_WHAT THE TASK REQUIRES:_
Please transcribe exactly the lines from the line holding "Identify the location" through the end of the data below, and skip any pictures.

[Stored items]
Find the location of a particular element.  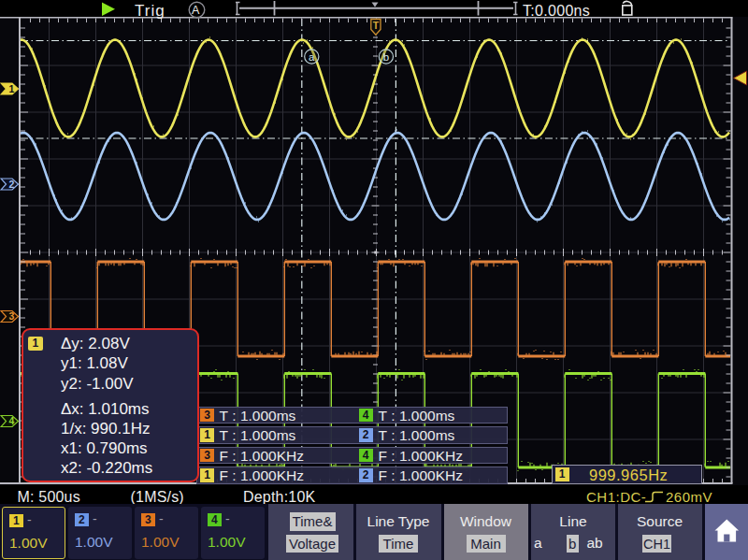

svg-text: a is located at coordinates (312, 57).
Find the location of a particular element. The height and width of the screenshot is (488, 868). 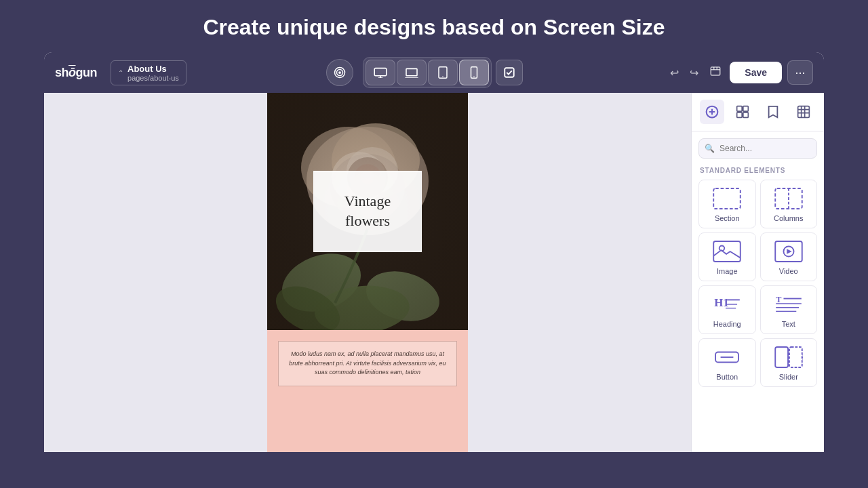

topbar: shōgun ⌃ About Us pages/about-us is located at coordinates (434, 73).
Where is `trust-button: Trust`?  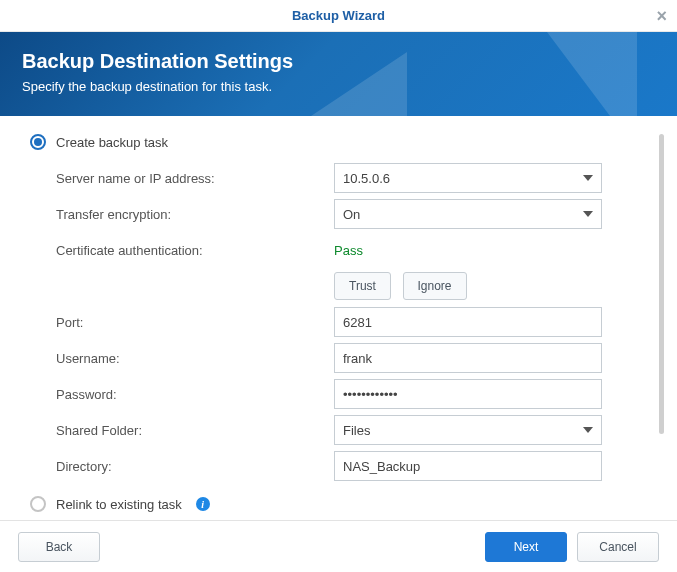 trust-button: Trust is located at coordinates (362, 286).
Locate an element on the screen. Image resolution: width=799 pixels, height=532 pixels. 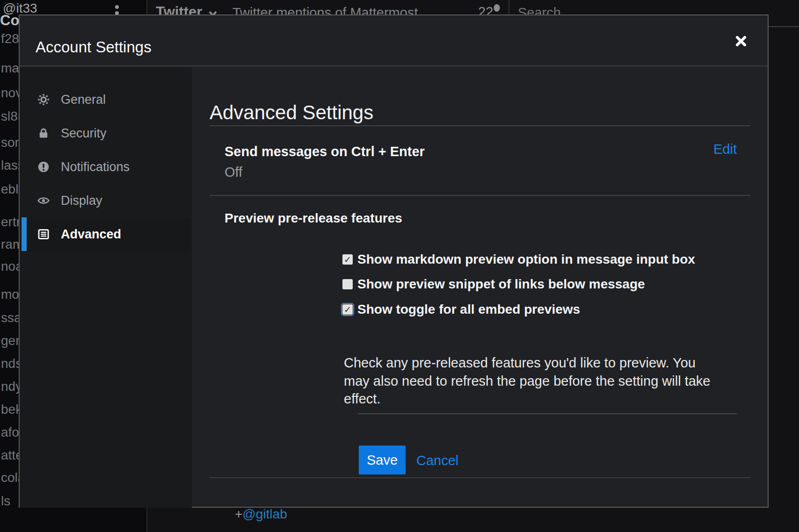
ctrl-send-value: Off is located at coordinates (233, 172).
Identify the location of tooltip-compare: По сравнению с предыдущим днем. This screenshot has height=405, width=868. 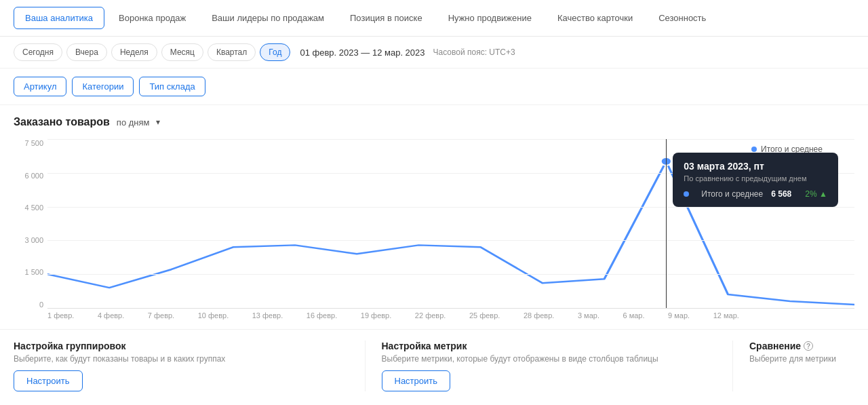
(755, 178).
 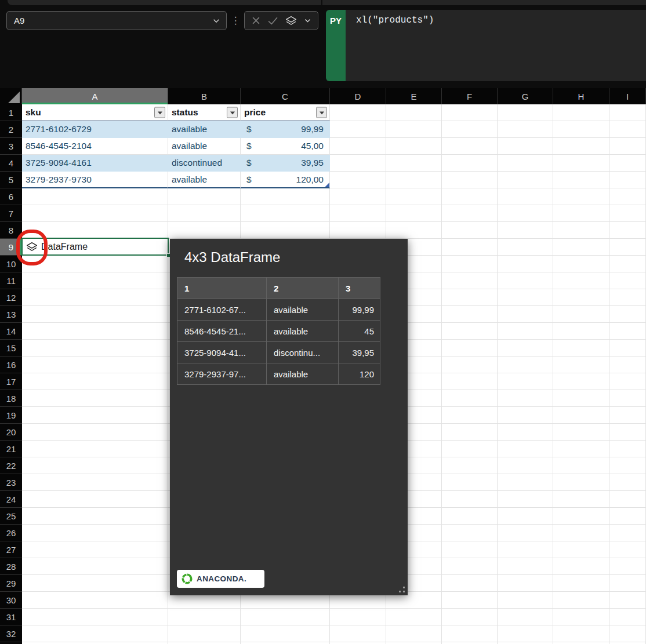 What do you see at coordinates (581, 213) in the screenshot?
I see `cell-H7` at bounding box center [581, 213].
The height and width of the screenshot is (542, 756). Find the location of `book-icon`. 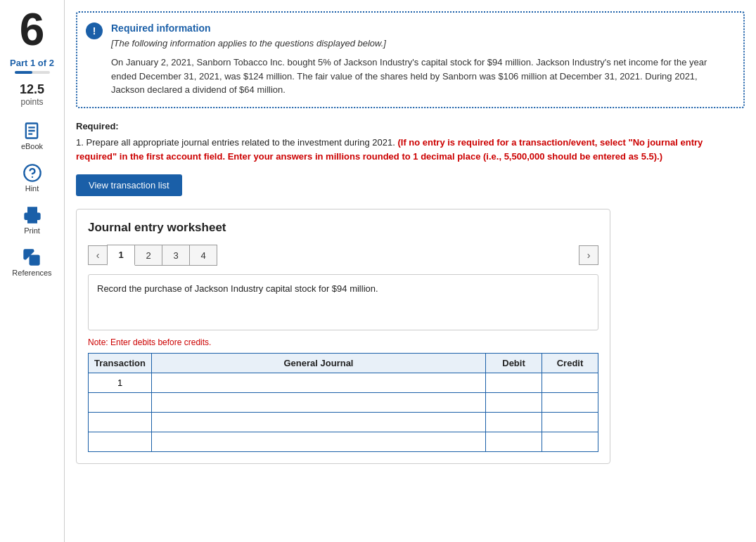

_YOUR SOLUTION:_
Identify the location of tooltip-compare: По сравнению с предыдущим днем. This screenshot has height=405, width=868. 
(755, 178).
  What do you see at coordinates (581, 213) in the screenshot?
I see `cell-H7` at bounding box center [581, 213].
The height and width of the screenshot is (542, 756). Find the location of `book-icon`. 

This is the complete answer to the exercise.